We all need to hide sometimes. Hiding is a strategy we have found to be effective in taking care of ourselves and meeting the expectations of others. But like children playing hide and seek, we yearn to be found. There’s something thrilling about being in this game and feeling that someone cares about you enough to come and find you, to look behind the curtain.
Born from a quote by Donald Woods Winnicott*, “It is a joy to be hidden, and disaster not to be found”, the exhibition includes a selection of works, presenting them “on the edge of visibility”. In the age of exposure and display, these are contemplations on freedom of expression, hidden meaning, intimate experience, sexual desire, pornographic imagination, our longings, deep desires, the play of overlays. The exhibition works through the senses and through acts of sliding, lifting, touching, peering into the rotunda space of the Water Tower. The viewer is assigned the role of a voyeur.
The selected works make artistic and conceptual references to passages, borders, divisions, connections, professions, circulations, voice and voicelessness, drawing on materiality and the need to be found.
The curtain, known as a household object or scenographic element in different contexts, here plays the role of a barrier that disrupts our usual habits of observing visual culture. It is a promise of a hidden meaning. The curtain is both what must be pulled to be seen, but also a comfortable cocoon in which to be hidden from view. It holds the sense of being able to reveal yourself and come closer to what you know you are somewhere deep inside, and allow someone else to see that. At least for a moment. Offering us a safe space of openness, allowing us to be “found”, perhaps for the first time in our adult lives. This process can be really liberating.
With the support of the Embassy of Finland.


Exercise requirements:
Keyword search on "headache": report each line of the records that contains it.

The data:

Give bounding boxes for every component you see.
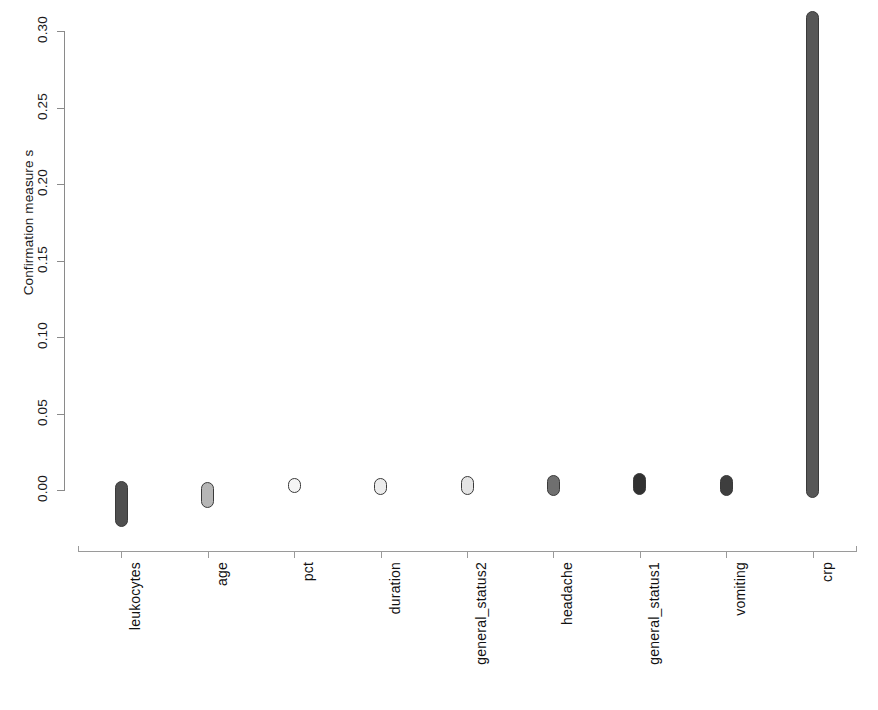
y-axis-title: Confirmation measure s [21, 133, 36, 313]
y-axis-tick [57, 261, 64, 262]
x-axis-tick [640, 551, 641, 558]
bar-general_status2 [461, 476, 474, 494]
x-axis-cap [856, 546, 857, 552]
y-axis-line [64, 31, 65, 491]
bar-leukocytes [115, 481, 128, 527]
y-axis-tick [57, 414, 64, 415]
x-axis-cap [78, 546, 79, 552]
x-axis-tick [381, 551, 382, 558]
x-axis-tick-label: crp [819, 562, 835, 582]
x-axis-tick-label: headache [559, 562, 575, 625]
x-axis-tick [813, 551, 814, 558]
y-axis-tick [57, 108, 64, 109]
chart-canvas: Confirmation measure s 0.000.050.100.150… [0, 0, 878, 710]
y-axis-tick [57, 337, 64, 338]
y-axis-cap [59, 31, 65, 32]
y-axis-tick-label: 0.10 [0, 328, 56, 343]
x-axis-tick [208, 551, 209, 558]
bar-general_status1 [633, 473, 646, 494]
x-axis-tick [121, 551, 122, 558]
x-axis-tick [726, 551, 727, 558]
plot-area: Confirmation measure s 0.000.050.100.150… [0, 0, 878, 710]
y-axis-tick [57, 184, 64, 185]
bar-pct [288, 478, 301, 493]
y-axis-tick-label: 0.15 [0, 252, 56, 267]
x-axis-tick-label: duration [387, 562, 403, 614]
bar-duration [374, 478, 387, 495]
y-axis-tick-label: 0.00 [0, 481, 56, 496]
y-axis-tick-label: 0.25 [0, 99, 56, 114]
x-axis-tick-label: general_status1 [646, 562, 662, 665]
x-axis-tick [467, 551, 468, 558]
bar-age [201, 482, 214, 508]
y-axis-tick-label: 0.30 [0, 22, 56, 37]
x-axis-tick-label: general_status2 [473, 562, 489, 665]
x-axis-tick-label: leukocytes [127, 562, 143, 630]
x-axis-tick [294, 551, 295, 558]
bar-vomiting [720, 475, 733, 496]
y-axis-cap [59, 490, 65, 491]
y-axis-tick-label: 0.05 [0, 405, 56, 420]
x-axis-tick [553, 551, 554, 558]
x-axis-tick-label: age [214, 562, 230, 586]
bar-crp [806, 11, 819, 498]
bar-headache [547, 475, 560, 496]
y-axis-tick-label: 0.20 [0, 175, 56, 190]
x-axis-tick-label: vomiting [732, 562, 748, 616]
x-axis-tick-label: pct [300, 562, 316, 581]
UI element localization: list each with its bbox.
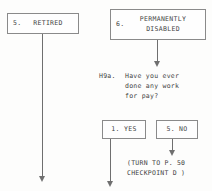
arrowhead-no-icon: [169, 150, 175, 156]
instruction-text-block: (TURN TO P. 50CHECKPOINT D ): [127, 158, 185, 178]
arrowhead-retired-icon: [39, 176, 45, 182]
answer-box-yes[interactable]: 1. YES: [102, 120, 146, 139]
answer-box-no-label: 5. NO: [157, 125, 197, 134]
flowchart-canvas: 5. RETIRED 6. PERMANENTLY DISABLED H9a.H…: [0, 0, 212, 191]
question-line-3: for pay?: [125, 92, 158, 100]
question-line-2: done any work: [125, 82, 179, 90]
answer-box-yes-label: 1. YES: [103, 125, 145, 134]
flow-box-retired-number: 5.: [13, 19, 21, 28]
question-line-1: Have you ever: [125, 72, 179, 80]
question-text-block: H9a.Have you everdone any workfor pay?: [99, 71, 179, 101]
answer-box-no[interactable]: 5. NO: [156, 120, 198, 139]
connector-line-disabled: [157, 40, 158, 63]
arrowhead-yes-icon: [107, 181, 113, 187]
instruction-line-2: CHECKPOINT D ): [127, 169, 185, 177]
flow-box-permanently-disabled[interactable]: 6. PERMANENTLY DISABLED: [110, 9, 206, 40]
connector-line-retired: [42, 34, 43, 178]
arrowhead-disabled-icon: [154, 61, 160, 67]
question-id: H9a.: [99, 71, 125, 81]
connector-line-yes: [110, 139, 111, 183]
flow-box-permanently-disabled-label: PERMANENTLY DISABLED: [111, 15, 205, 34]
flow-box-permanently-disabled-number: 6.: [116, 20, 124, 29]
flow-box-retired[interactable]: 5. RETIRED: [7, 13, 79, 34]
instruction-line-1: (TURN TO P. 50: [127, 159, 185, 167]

Response box:
x-axis-tick-label: headache [559, 562, 575, 625]
bar-headache [547, 475, 560, 496]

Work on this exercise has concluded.